Hands up. How many who call for an immediate end to the occupation of Iraq really mean it?
I mean, how many want the US and the UK forces to drop what they’re doing, head for the Baghdad airport and wait for a plane to transport them home? Who– besides someone who wants to see the US and the UK humiliated at any cost– would seriously advocate such a thing?
Yet denouncing the occupation has become almost a mantra among some elements of the antiwar movement, especially the groups– Stop The War in the UK and International ANSWER and United for Peace and Justice in the US– which organized the biggest antiwar demonstrations. Their focus has shifted seamlessly to, essentially, one demand: “Get out now.”
Michelle Goldberg of Salon.com (free day pass required) talked with a demonstrator at last Saturday’s march in Washington who was carrying a sign declaring: “U.S. Troops Out of Iraq. Bring Them Home Now!”
“We’ve made a giant mess,” said [the protestor]. “I would hate for the Bush administration to halfway fix things and then leave, and then blame the Iraqis if things go wrong. Once you go to somebody’s house and break all the windows, don’t you owe them new windows?”
Why, then, was he marching at an End the Occupation rally? “I don’t agree with all the people here, believe you me,” he said. But his own sign? He glanced at it, startled, and explained that someone had handed it to him. “I didn’t even look at it,” he said. “I was just waving it.”
Doubtless there were many others like him– unhappy that the US invaded Iraq, uneasy about what’s happening there, but not ready simply to bug out. And certainly not sharing ANSWER’s position that “The anti-war movement here and around the world must give its unconditional support to the Iraqi anti-colonial resistance.”

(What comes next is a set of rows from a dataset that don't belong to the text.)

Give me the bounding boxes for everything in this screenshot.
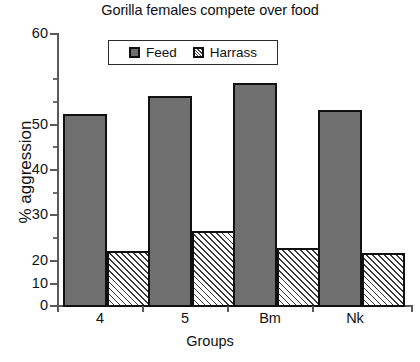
y-axis-line [57, 33, 59, 306]
bar-feed-nk [318, 110, 362, 307]
bar-harrass-bm [277, 248, 320, 307]
y-tick-60 [50, 33, 57, 35]
y-tick-0 [50, 305, 57, 307]
y-tick-label-60: 60 [8, 25, 48, 41]
y-tick-label-0: 0 [8, 297, 48, 313]
x-tick-1 [142, 306, 144, 312]
y-tick-minor-55 [53, 78, 57, 80]
bar-feed-5 [148, 96, 192, 307]
legend-entry-harrass: Harrass [193, 45, 257, 60]
x-tick-2 [227, 306, 229, 312]
x-tick-label-2: Bm [240, 310, 300, 326]
y-tick-minor-45 [53, 101, 57, 103]
y-tick-minor-25 [53, 192, 57, 194]
y-tick-minor-15 [53, 237, 57, 239]
y-tick-label-20: 20 [8, 252, 48, 268]
y-tick-30 [50, 214, 57, 216]
y-tick-20 [50, 260, 57, 262]
chart-legend: Feed Harrass [108, 40, 278, 65]
y-tick-40 [50, 169, 57, 171]
bar-chart: Gorilla females compete over food % aggr… [0, 0, 420, 362]
bar-feed-4 [63, 114, 107, 307]
bar-harrass-5 [192, 231, 235, 307]
y-tick-label-30: 30 [8, 206, 48, 222]
y-tick-10 [50, 283, 57, 285]
bar-harrass-4 [107, 251, 150, 307]
chart-title: Gorilla females compete over food [0, 2, 420, 18]
x-tick-label-3: Nk [325, 310, 385, 326]
y-tick-50 [50, 124, 57, 126]
legend-label-harrass: Harrass [210, 45, 257, 60]
legend-entry-feed: Feed [129, 45, 177, 60]
bar-harrass-nk [362, 253, 405, 307]
y-tick-label-10: 10 [8, 275, 48, 291]
x-axis-label: Groups [0, 333, 420, 349]
bar-feed-bm [233, 83, 277, 307]
y-tick-minor-35 [53, 146, 57, 148]
x-tick-3 [312, 306, 314, 312]
x-tick-label-0: 4 [70, 310, 130, 326]
legend-swatch-harrass-icon [193, 47, 204, 58]
x-tick-start [57, 306, 59, 312]
x-tick-label-1: 5 [155, 310, 215, 326]
y-tick-label-50: 50 [8, 116, 48, 132]
legend-swatch-feed-icon [129, 47, 140, 58]
y-tick-label-40: 40 [8, 161, 48, 177]
x-tick-end [411, 306, 413, 312]
legend-label-feed: Feed [146, 45, 177, 60]
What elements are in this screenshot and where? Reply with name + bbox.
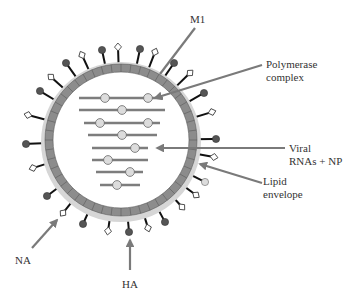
ha-hemagglutinin-icon	[136, 45, 143, 52]
ha-hemagglutinin-icon	[22, 140, 29, 147]
label-viral-line1: Viral	[289, 142, 311, 154]
na-diamond-head	[150, 47, 159, 57]
ha-hemagglutinin-icon	[43, 192, 50, 199]
na-neuraminidase-icon	[114, 43, 121, 51]
na-diamond-head	[23, 111, 33, 120]
ha-hemagglutinin-icon	[201, 178, 208, 185]
influenza-virion-diagram: M1 Polymerase complex Viral RNAs + NP Li…	[0, 0, 351, 299]
label-lipid-line1: Lipid	[263, 175, 287, 187]
na-neuraminidase-icon	[143, 223, 152, 233]
label-ha: HA	[122, 278, 138, 290]
np-nucleoprotein-icon	[126, 168, 135, 177]
ha-hemagglutinin-icon	[36, 87, 43, 94]
label-viral-line2: RNAs + NP	[289, 155, 342, 167]
na-neuraminidase-icon	[209, 153, 218, 161]
np-nucleoprotein-icon	[101, 94, 110, 103]
label-polymerase-line2: complex	[266, 71, 304, 83]
na-neuraminidase-icon	[150, 47, 159, 57]
label-polymerase-line1: Polymerase	[266, 58, 317, 70]
lipid-envelope-membrane	[41, 62, 201, 222]
na-diamond-head	[104, 227, 112, 236]
na-diamond-head	[207, 107, 217, 116]
ha-hemagglutinin-icon	[62, 59, 69, 66]
na-neuraminidase-icon	[23, 111, 33, 120]
ha-hemagglutinin-icon	[200, 89, 207, 96]
na-neuraminidase-icon	[77, 50, 87, 60]
ha-hemagglutinin-icon	[161, 218, 168, 225]
np-nucleoprotein-icon	[104, 156, 113, 165]
ha-hemagglutinin-icon	[79, 220, 86, 227]
np-nucleoprotein-icon	[131, 144, 140, 153]
m1-pointer-line	[160, 28, 195, 74]
np-nucleoprotein-icon	[118, 131, 127, 140]
lipid-pointer-arrow-icon	[200, 164, 262, 183]
na-diamond-head	[114, 43, 121, 51]
na-neuraminidase-icon	[207, 107, 217, 116]
np-nucleoprotein-icon	[144, 119, 153, 128]
na-pointer-arrow-icon	[32, 220, 57, 248]
na-diamond-head	[28, 163, 38, 172]
ha-hemagglutinin-icon	[212, 135, 219, 142]
np-nucleoprotein-icon	[96, 119, 105, 128]
ha-hemagglutinin-icon	[98, 46, 105, 53]
na-neuraminidase-icon	[28, 163, 38, 172]
na-diamond-head	[209, 153, 218, 161]
na-diamond-head	[143, 223, 152, 233]
np-nucleoprotein-icon	[118, 106, 127, 115]
label-m1: M1	[190, 13, 205, 25]
na-diamond-head	[77, 50, 87, 60]
np-nucleoprotein-icon	[113, 181, 122, 190]
na-neuraminidase-icon	[104, 227, 112, 236]
label-na: NA	[15, 254, 31, 266]
label-lipid-line2: envelope	[263, 188, 303, 200]
np-nucleoprotein-icon	[144, 94, 153, 103]
ha-hemagglutinin-icon	[125, 228, 132, 235]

Nobody I know of is calling for a permanent occupation of Iraq. Shouldn’t the serious debate be over the nature of that occupation and how to achieve the transition to Iraqi self-government as speedily and securely as possible? The fact that the leading “mass” antiwar groups have nothing to offer except a slogan that many– probably most– of the war’s opponents disagree with is a sign of their failure and irrelevance.